I didn't trust either of them. Samuel's easygoing exterior masked a patient and ruthless predator. And Adam...well, Adam just flat scared me. And I was very much afraid that I loved them both.
"I know."
Warren dropped his eyes from mine, a sure sign he was uncomfortable. "I didn't brush my teeth with gunpowder this morning so I could go shooting my mouth off, Mercy, but this is serious. I know it's been difficult, but you can't have two dominant werewolves after the same woman without bloodshed. I don't know any other wolves who could have allowed you as much leeway as they have, but one of them is going to break soon."
My cell phone began playing "The Baby Elephant Walk." I dug it out of my hip pocket and looked at the caller ID.
"I believe you," I told Warren. "I just don't know what to do about any of it." There was more wrong with Samuel than undying love of me, but that was between him and me and none of Warren's business. And Adam...for the first time I wondered if it wouldn't just be easier if I pulled up stakes and moved.
The phone continued to sing.
"It's Zee," I said. "I have to take this."
Zee was my former boss and mentor. He'd taught me how to rebuild an engine from the ground up--and he'd given me the means to kill the vampires responsible for Warren's limp and the nightmares that were leaving fine lines around his eyes. I figured that gave Zee the right to interrupt Friday Night at the Movies.
"Just think about it."
I gave him a faint smile and flipped open my phone. "Hey, Zee."
There was a pause on the other end. "Mercedes," he said, and not even his thick German accent could disguise the hesitant tone of his voice. Something was wrong.
"What do you need?" I asked, sitting up straighter and putting my feet on the floor. "Warren's here," I added so Zee would know we had an audience. Werewolves make having a private conversation difficult.
"Would you drive out to the reservation with me?"
He could have been speaking of the Umatilla Reservation, which was a short drive from the Tri-Cities. But it was Zee, so he was talking about the Ronald Wilson Reagan Fae Reservation just this side of Walla Walla, better known around here as Fairyland.
"Now?" I asked.
Besides...I glanced at the vampire on the big-screen TV. They hadn't gotten it quite right, hadn't captured the real evil--but it was too close for comfort anyway. Somehow I couldn't work up too much sorrow at missing the rest of the movie--or more conversation about my love life either.
"No," Zee groused irritably. "Next week. Jetzt. Of course, now. Where are you? I will pick you up."
"Do you know where Kyle's house is?" I asked.
"Kyle?"
"Warren's boyfriend." Zee knew Warren; I hadn't realized he hadn't met Kyle. "We're out in West Richland."
"Give me the address. I will find it."
Zee's truck purred down the highway even though it was older than I was. Too bad the upholstery wasn't in as good a shape as the engine--I shifted my rump over a few inches to keep a wayward spring from digging in too deeply. The dash lights illuminated the craggy face that Zee presented to the world. His fine white hair was mussed a little, as if he'd been rubbing his hands over it.
Warren hadn't said more about Adam or Samuel after I'd hung up because Kyle, thank goodness, had arrived with brownies. It wasn't that I was bothered by Warren's interference--I'd done enough interfering in his love life that I figured he had a right. I just didn't want to think about it anymore.
Zee and I rode mostly in silence from West Richland, all the way past Richland and on through Pasco. I knew better than to try to get something out of the old gremlin until he was ready to talk, so I let him alone until he decided to speak--at least after the first ten or fifteen questions he hadn't answered.
"Have you been to the reservation before?" he asked abruptly as we crossed the river just outside Pasco on the highway to Walla Walla.
"No." The fae reservation in Nevada welcomed visitors. They had built a casino and small theme park to attract tourists. The Walla Walla reservation, however, actively discouraged anyone who wasn't fae from entering. I wasn't quite certain if it was the Feds or the fae themselves responsible for the unfriendly reputation.
Zee tapped unhappily on his steering wheel with hands that belonged to a man who'd spent his lifetime repairing cars, tough and scarred with oil so ingrained not even pumice soap would remove it.
They were the right hands for the human that Zee had pretended to be. When the Gray Lords, the powerful and ruthless beings who ruled the fae in secret, forced him to admit what he was to the public a few years ago, a decade or more after the first fae had come out, Zee hadn't bothered to change his outward appearance at all.
I'd known him for a little over ten years, and the sour old man face was the only one I'd ever seen. He had another; I knew that. Most fae lived among humans under their glamour, even if they admitted what they were. People are just not ready to deal with the fae's true appearance. Sure, some of them looked human enough, but they also don't age. The thinning hair and the wrinkled, age-spotted skin were sure signs that Zee wasn't wearing his true face. His sour expression, though, was no disguise.
"Don't eat or drink anything," he said abruptly.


### EXERCISE REQUIREMENTS
Without any of the pictures, set down the data below exactly.

### RECORDS FOR THIS EXERCISE
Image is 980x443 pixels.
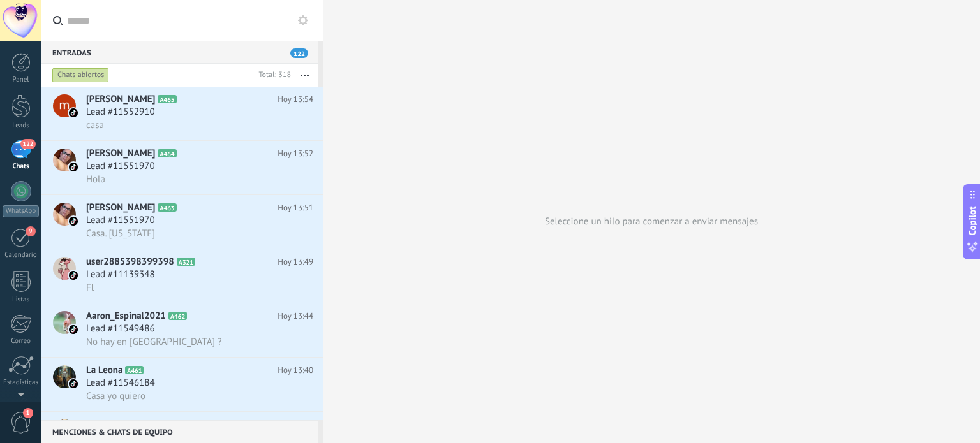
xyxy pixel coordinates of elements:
[23,408,33,418] span: 1
[42,303,322,357] a: avatariconAaron_Espinal2021A462Hoy 13:44Lead #11549486No hay en [GEOGRAPHIC_DATA] ?
[277,256,313,269] span: Hoy 13:49
[3,296,40,304] div: Listas
[277,202,313,214] span: Hoy 13:51
[277,364,313,377] span: Hoy 13:40
[253,69,291,82] div: Total: 318
[86,202,155,214] span: [PERSON_NAME]
[3,163,40,171] div: Chats
[86,93,155,106] span: [PERSON_NAME]
[42,87,322,140] a: avataricon[PERSON_NAME]A465Hoy 13:54Lead #11552910casa
[42,358,322,411] a: avatariconLa LeonaA461Hoy 13:40Lead #11546184Casa yo quiero
[3,76,40,84] div: Panel
[69,109,78,117] img: icon
[25,226,36,236] span: 9
[277,418,313,431] span: Hoy 13:38
[3,251,40,260] div: Calendario
[20,139,35,150] span: 122
[52,68,109,83] div: Chats abiertos
[86,310,166,322] span: Aaron_Espinal2021
[42,141,322,195] a: avataricon[PERSON_NAME]A464Hoy 13:52Lead #11551970Hola
[69,217,78,226] img: icon
[86,228,155,240] span: Casa. [US_STATE]
[86,336,222,348] span: No hay en [GEOGRAPHIC_DATA] ?
[277,147,313,160] span: Hoy 13:52
[169,312,187,320] span: A462
[125,366,143,375] span: A461
[966,206,979,236] span: Copilot
[42,249,322,303] a: avatariconuser2885398399398A321Hoy 13:49Lead #11139348Fl
[86,322,155,336] span: Lead #11549486
[86,256,174,269] span: user2885398399398
[3,379,40,387] div: Estadísticas
[69,380,78,389] img: icon
[3,205,39,217] div: WhatsApp
[42,195,322,249] a: avataricon[PERSON_NAME]A463Hoy 13:51Lead #11551970Casa. [US_STATE]
[157,203,176,212] span: A463
[3,122,40,130] div: Leads
[86,106,155,119] span: Lead #11552910
[157,150,176,157] span: A464
[86,418,155,431] span: [PERSON_NAME]
[86,147,155,160] span: [PERSON_NAME]
[86,174,105,186] span: Hola
[157,95,176,103] span: A465
[86,119,104,131] span: casa
[42,420,318,443] div: Menciones & Chats de equipo
[290,49,308,58] span: 122
[277,93,313,106] span: Hoy 13:54
[69,163,78,171] img: icon
[86,390,145,402] span: Casa yo quiero
[86,364,123,377] span: La Leona
[3,337,40,346] div: Correo
[42,41,318,63] div: Entradas
[86,377,155,389] span: Lead #11546184
[69,271,78,280] img: icon
[86,282,94,294] span: Fl
[86,160,155,173] span: Lead #11551970
[86,269,155,281] span: Lead #11139348
[291,63,318,87] button: Más
[69,325,78,334] img: icon
[277,310,313,322] span: Hoy 13:44
[176,257,195,266] span: A321
[86,214,155,227] span: Lead #11551970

### EXERCISE RESULT
Image is 980x443 pixels.
xyxy pixel coordinates of elements:
[23,408,33,418] span: 1
[42,303,322,357] a: avatariconAaron_Espinal2021A462Hoy 13:44Lead #11549486No hay en [GEOGRAPHIC_DATA] ?
[277,256,313,269] span: Hoy 13:49
[3,296,40,304] div: Listas
[277,202,313,214] span: Hoy 13:51
[277,364,313,377] span: Hoy 13:40
[253,69,291,82] div: Total: 318
[86,202,155,214] span: [PERSON_NAME]
[3,163,40,171] div: Chats
[86,93,155,106] span: [PERSON_NAME]
[42,87,322,140] a: avataricon[PERSON_NAME]A465Hoy 13:54Lead #11552910casa
[42,358,322,411] a: avatariconLa LeonaA461Hoy 13:40Lead #11546184Casa yo quiero
[3,76,40,84] div: Panel
[69,109,78,117] img: icon
[25,226,36,236] span: 9
[277,418,313,431] span: Hoy 13:38
[3,251,40,260] div: Calendario
[20,139,35,150] span: 122
[52,68,109,83] div: Chats abiertos
[86,310,166,322] span: Aaron_Espinal2021
[42,141,322,195] a: avataricon[PERSON_NAME]A464Hoy 13:52Lead #11551970Hola
[69,217,78,226] img: icon
[86,228,155,240] span: Casa. [US_STATE]
[86,336,222,348] span: No hay en [GEOGRAPHIC_DATA] ?
[277,147,313,160] span: Hoy 13:52
[169,312,187,320] span: A462
[125,366,143,375] span: A461
[966,206,979,236] span: Copilot
[42,249,322,303] a: avatariconuser2885398399398A321Hoy 13:49Lead #11139348Fl
[86,322,155,336] span: Lead #11549486
[86,256,174,269] span: user2885398399398
[3,379,40,387] div: Estadísticas
[69,380,78,389] img: icon
[3,205,39,217] div: WhatsApp
[42,195,322,249] a: avataricon[PERSON_NAME]A463Hoy 13:51Lead #11551970Casa. [US_STATE]
[157,203,176,212] span: A463
[3,122,40,130] div: Leads
[86,106,155,119] span: Lead #11552910
[157,150,176,157] span: A464
[86,418,155,431] span: [PERSON_NAME]
[86,147,155,160] span: [PERSON_NAME]
[86,174,105,186] span: Hola
[157,95,176,103] span: A465
[86,119,104,131] span: casa
[42,420,318,443] div: Menciones & Chats de equipo
[290,49,308,58] span: 122
[277,93,313,106] span: Hoy 13:54
[69,163,78,171] img: icon
[86,390,145,402] span: Casa yo quiero
[86,364,123,377] span: La Leona
[3,337,40,346] div: Correo
[42,41,318,63] div: Entradas
[86,377,155,389] span: Lead #11546184
[69,271,78,280] img: icon
[86,282,94,294] span: Fl
[86,160,155,173] span: Lead #11551970
[86,269,155,281] span: Lead #11139348
[291,63,318,87] button: Más
[69,325,78,334] img: icon
[277,310,313,322] span: Hoy 13:44
[176,257,195,266] span: A321
[86,214,155,227] span: Lead #11551970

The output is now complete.